Sports
Brain Dead
by Rex Clementine
Tuesday night the national cricket team’s status can only be summed up thus; brain-dead. Literally, everyone watching the match knew that Lakshan Sandakan that day was a spent force but Chamika Karunaratne was on a roll but no one seemed to be worried to pass the message onto captain Dasun Shanka. The end result was Sri Lanka snatching defeat from the jaws of victory.
For a man who humbled Pakistan in their own backyard not so long ago, Shanaka sadly was out of depth on Tuesday and was running out of ideas faster than Bandula Gunawardene.
Shanaka’s deputy Dhananjaya de Silva is equally at fault. He is the most experienced player in the side and he did not bother to speak to the captain on bowling changes and field placing. Into the bargain, he played a horror shot to get out and his body language is not sending the right signals. Dhananjaya is a laid back character and your assumptions on him could be wrong but he needs to be more proactive now that the team is thin on experience.
Sandakan was shocking. Serving up full tosses every over and then having little control. He bowled seven wides. He is a T-20 player and has had decent success in the shortest format of the game. The problem is that our selectors expect him to succeed in the 50 over format as well having seen his success in T-20s. That’s recipe for disaster. Sandakan has to spend a considerable amount of time with Piyal Wijetunga on his accuracy. Such a shame that someone who made his debut five years ago is struggling for accuracy and bowling like a schoolboy.
Many are faulting Dasun for bowling Sandakan’s full quota. It looks that Dasun was playing it safe. Nobody is going to blame him because he had backed his specialist bowler. It is however a blessing in disguise that this happened. Now Sandakan has nowhere to hide in the ODI format and needs to improve considerably if he is to make a comeback. Less said about his fielding the better.
There is also Bhanuka Rajapaksa, all talk and no show. He is another T-20 player who has been played in the wrong format. When the selectors kept half a dozen seniors out of the side, they said that they wanted more energy on the field. Well, look whom they have filled the side with. Apart from Bhanuka and Sandakan, there are other sloppy fielders like Avishka Fernando, Kasun Rajitha and Charith Asalanka. Rajitha was a disgrace and he alone gave away some 15 runs in the second ODI. Such a shame that all these players are young and they have not put in the hard yards on a discipline that Sri Lankans have been neglecting for quite a long time now.
Trevor Bayliss when he was Head Coach of Sri Lanka made training the day before the game optional. Some senior with 100 Test caps to their names skipped training. But some seniors like Kumar Sangakkara and Muttiah Muralitharan didn’t like it and trained.

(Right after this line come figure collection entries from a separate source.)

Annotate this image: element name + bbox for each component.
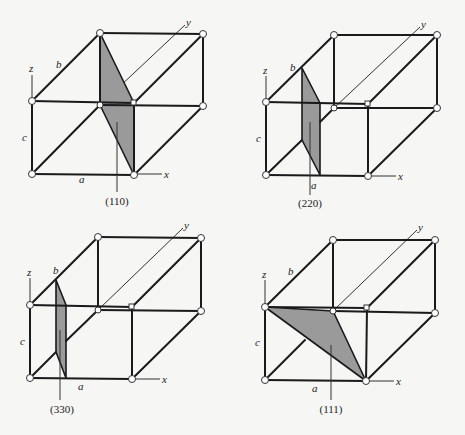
lattice-point: [365, 101, 370, 106]
panel-110: y z x a b c (110): [22, 16, 207, 208]
z-label: z: [26, 266, 32, 278]
lattice-point: [432, 310, 439, 317]
lattice-point: [365, 173, 372, 180]
z-label: z: [261, 268, 267, 280]
lattice-point: [29, 171, 36, 178]
a-label: a: [311, 179, 317, 191]
lattice-point: [262, 304, 269, 311]
lattice-point: [263, 172, 270, 179]
z-label: z: [28, 62, 34, 74]
c-label: c: [255, 336, 260, 348]
plane-caption: (110): [105, 195, 129, 208]
lattice-point: [200, 31, 207, 38]
panel-111: y z x a b c (111): [255, 221, 439, 416]
miller-planes-figure: y z x a b c (110): [0, 0, 465, 435]
lattice-point: [434, 32, 441, 39]
y-label: y: [185, 16, 191, 28]
plane-caption: (330): [50, 403, 74, 416]
lattice-point: [131, 100, 136, 105]
a-label: a: [79, 173, 85, 185]
lattice-point: [95, 234, 102, 241]
c-label: c: [20, 335, 25, 347]
plane-caption: (111): [319, 403, 342, 416]
x-label: x: [395, 375, 401, 387]
z-label: z: [262, 64, 268, 76]
lattice-point: [95, 307, 101, 313]
lattice-point: [198, 235, 205, 242]
lattice-point: [198, 308, 205, 315]
plane-caption: (220): [298, 197, 322, 210]
lattice-point: [262, 377, 269, 384]
c-label: c: [22, 131, 27, 143]
x-label: x: [397, 170, 403, 182]
y-label: y: [183, 219, 189, 231]
lattice-point: [331, 32, 338, 39]
b-label: b: [53, 264, 59, 276]
lattice-point: [129, 304, 134, 309]
plane-111: [265, 307, 366, 381]
lattice-point: [27, 375, 34, 382]
lattice-point: [97, 102, 103, 108]
x-label: x: [163, 168, 169, 180]
lattice-point: [129, 376, 136, 383]
panel-220: y z x a b c (220): [256, 18, 441, 210]
b-label: b: [290, 61, 296, 73]
y-label: y: [417, 221, 423, 233]
lattice-point: [263, 99, 270, 106]
a-label: a: [78, 380, 84, 392]
lattice-point: [434, 105, 441, 112]
lattice-point: [97, 30, 104, 37]
panel-330: y z x a b c (330): [20, 219, 205, 416]
lattice-point: [330, 308, 336, 314]
a-label: a: [312, 382, 318, 394]
lattice-point: [432, 237, 439, 244]
b-label: b: [56, 58, 62, 70]
lattice-point: [364, 305, 369, 310]
plane-220: [302, 68, 320, 175]
lattice-point: [363, 378, 370, 385]
x-label: x: [161, 373, 167, 385]
plane-330: [56, 280, 66, 378]
unit-cell-edges: [266, 35, 437, 176]
lattice-point: [131, 172, 138, 179]
lattice-point: [331, 105, 337, 111]
lattice-point: [29, 98, 36, 105]
b-label: b: [288, 265, 294, 277]
lattice-point: [200, 103, 207, 110]
c-label: c: [256, 132, 261, 144]
y-label: y: [420, 18, 426, 30]
lattice-point: [330, 237, 337, 244]
lattice-point: [27, 302, 34, 309]
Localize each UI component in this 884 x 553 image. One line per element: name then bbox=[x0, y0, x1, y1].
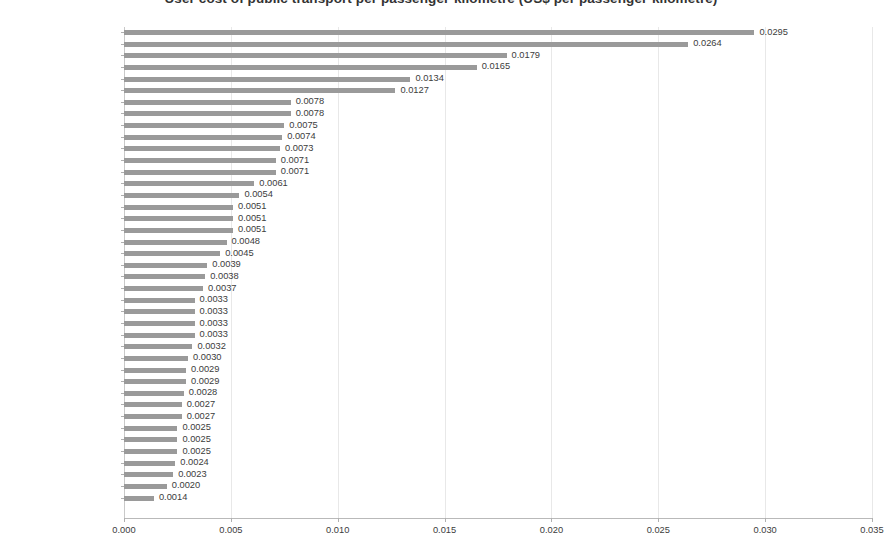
bar-row[interactable]: Sao Paulo [HY]0.0078 bbox=[124, 97, 872, 109]
x-axis-tick bbox=[124, 518, 125, 522]
bar[interactable] bbox=[124, 111, 291, 116]
bar[interactable] bbox=[124, 216, 233, 221]
bar-row[interactable]: Bogota [PT]0.0078 bbox=[124, 108, 872, 120]
bar-row[interactable]: Johannesburg [PT]0.0054 bbox=[124, 190, 872, 202]
bar[interactable] bbox=[124, 402, 182, 407]
bar-row[interactable]: Berlin [HY]0.0048 bbox=[124, 237, 872, 249]
bar-row[interactable]: Taipei [TS]0.0033 bbox=[124, 306, 872, 318]
x-axis-line bbox=[124, 518, 872, 519]
bar[interactable] bbox=[124, 263, 207, 268]
bar[interactable] bbox=[124, 228, 233, 233]
bar[interactable] bbox=[124, 146, 280, 151]
bar[interactable] bbox=[124, 437, 177, 442]
bar-value-label: 0.0078 bbox=[296, 108, 324, 120]
bar[interactable] bbox=[124, 391, 184, 396]
bar-row[interactable]: Hong Kong [TR]0.0039 bbox=[124, 260, 872, 272]
bar-row[interactable]: Shanghai [NM]0.0029 bbox=[124, 376, 872, 388]
bar[interactable] bbox=[124, 274, 205, 279]
bar-row[interactable]: Chicago [HY]0.0032 bbox=[124, 341, 872, 353]
bar[interactable] bbox=[124, 42, 688, 47]
bar-row[interactable]: Beijing [NM]0.0014 bbox=[124, 493, 872, 505]
bar[interactable] bbox=[124, 461, 175, 466]
bar-row[interactable]: Ho Chi Minh City [TS]0.0295 bbox=[124, 27, 872, 39]
bar[interactable] bbox=[124, 170, 276, 175]
bar-value-label: 0.0025 bbox=[182, 422, 210, 434]
bar-row[interactable]: San Francisco [HY]0.0025 bbox=[124, 446, 872, 458]
bar[interactable] bbox=[124, 426, 177, 431]
bar-row[interactable]: New York [HY]0.0037 bbox=[124, 283, 872, 295]
bar[interactable] bbox=[124, 30, 754, 35]
x-axis-tick-label: 0.035 bbox=[860, 525, 883, 535]
bar-row[interactable]: Washington [HY]0.0033 bbox=[124, 295, 872, 307]
bar-row[interactable]: Madrid [HY]0.0051 bbox=[124, 202, 872, 214]
bar-value-label: 0.0027 bbox=[187, 411, 215, 423]
bar-value-label: 0.0028 bbox=[189, 387, 217, 399]
bar[interactable] bbox=[124, 309, 195, 314]
bar-value-label: 0.0179 bbox=[512, 50, 540, 62]
bar-row[interactable]: Kuala Lumpur [TS]0.0074 bbox=[124, 132, 872, 144]
bar-row[interactable]: Bangkok [TS]0.0030 bbox=[124, 353, 872, 365]
bar[interactable] bbox=[124, 251, 220, 256]
bar-value-label: 0.0134 bbox=[415, 73, 443, 85]
bar[interactable] bbox=[124, 449, 177, 454]
bar[interactable] bbox=[124, 100, 291, 105]
bar-value-label: 0.0033 bbox=[200, 329, 228, 341]
bar-value-label: 0.0024 bbox=[180, 457, 208, 469]
x-axis-tick-label: 0.010 bbox=[326, 525, 349, 535]
x-axis-tick bbox=[231, 518, 232, 522]
bar-row[interactable]: Guangzhou [NM]0.0061 bbox=[124, 178, 872, 190]
bar-row[interactable]: Harare [PT]0.0179 bbox=[124, 50, 872, 62]
bar-row[interactable]: Tehran [TS]0.0071 bbox=[124, 167, 872, 179]
bar-row[interactable]: London [HY]0.0075 bbox=[124, 120, 872, 132]
bar-row[interactable]: Ruhr [HY]0.0025 bbox=[124, 434, 872, 446]
bar-row[interactable]: Melbourne [HY]0.0028 bbox=[124, 388, 872, 400]
bar[interactable] bbox=[124, 77, 410, 82]
bar[interactable] bbox=[124, 472, 173, 477]
bar-row[interactable]: Osaka [TR]0.0033 bbox=[124, 318, 872, 330]
bar[interactable] bbox=[124, 205, 233, 210]
bar-row[interactable]: Riyadh [AU]0.0127 bbox=[124, 85, 872, 97]
bar[interactable] bbox=[124, 356, 188, 361]
bar-row[interactable]: Cairo [TS]0.0071 bbox=[124, 155, 872, 167]
bar[interactable] bbox=[124, 181, 254, 186]
bar-row[interactable]: Toronto [HY]0.0051 bbox=[124, 213, 872, 225]
bar[interactable] bbox=[124, 286, 203, 291]
bar-value-label: 0.0014 bbox=[159, 492, 187, 504]
bar-row[interactable]: Sydney [HY]0.0033 bbox=[124, 330, 872, 342]
bar-value-label: 0.0025 bbox=[182, 434, 210, 446]
bar[interactable] bbox=[124, 135, 282, 140]
bar-row[interactable]: Seoul [TR]0.0045 bbox=[124, 248, 872, 260]
bar-row[interactable]: Dakar [PT]0.0165 bbox=[124, 62, 872, 74]
bar[interactable] bbox=[124, 298, 195, 303]
bar-row[interactable]: Atlanta [HY]0.0024 bbox=[124, 458, 872, 470]
bar-row[interactable]: Montreal [HY]0.0051 bbox=[124, 225, 872, 237]
bar-row[interactable]: Mumbai [NM]0.0038 bbox=[124, 271, 872, 283]
bar-row[interactable]: Manila [-]0.0264 bbox=[124, 39, 872, 51]
bar[interactable] bbox=[124, 496, 154, 501]
bar[interactable] bbox=[124, 88, 395, 93]
bar[interactable] bbox=[124, 321, 195, 326]
bar-row[interactable]: Paris [HY]0.0027 bbox=[124, 411, 872, 423]
bar[interactable] bbox=[124, 158, 276, 163]
bar-row[interactable]: Tokyo [TR]0.0027 bbox=[124, 399, 872, 411]
bar[interactable] bbox=[124, 123, 284, 128]
bar-value-label: 0.0020 bbox=[172, 480, 200, 492]
bar-row[interactable]: Singapore [TR]0.0023 bbox=[124, 469, 872, 481]
bar-row[interactable]: Houston [AU]0.0020 bbox=[124, 481, 872, 493]
bar-row[interactable]: Cape Town [PT]0.0073 bbox=[124, 143, 872, 155]
bar-value-label: 0.0075 bbox=[289, 120, 317, 132]
bar[interactable] bbox=[124, 240, 227, 245]
bar-row[interactable]: Phoenix [AU]0.0025 bbox=[124, 423, 872, 435]
bar[interactable] bbox=[124, 333, 195, 338]
bar[interactable] bbox=[124, 65, 477, 70]
bar[interactable] bbox=[124, 344, 192, 349]
bar-row[interactable]: Los Angeles [HY]0.0029 bbox=[124, 365, 872, 377]
bar[interactable] bbox=[124, 379, 186, 384]
bar[interactable] bbox=[124, 193, 239, 198]
bar[interactable] bbox=[124, 484, 167, 489]
bar-row[interactable]: Jakarta [TS]0.0134 bbox=[124, 74, 872, 86]
bar[interactable] bbox=[124, 414, 182, 419]
bar[interactable] bbox=[124, 368, 186, 373]
bar[interactable] bbox=[124, 53, 507, 58]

They were obsessed with training. The practice has been continued. Today, a Minod Bhanuka who had just walked into the side when it is announced that training is optional, skips training.
So is Bhanuka Rajapaksa. So is Charith Asalanka, whom they have identified as a future leader. That basically sums up our cricket. Players with huge egos. To put it in other words, small minds in big places.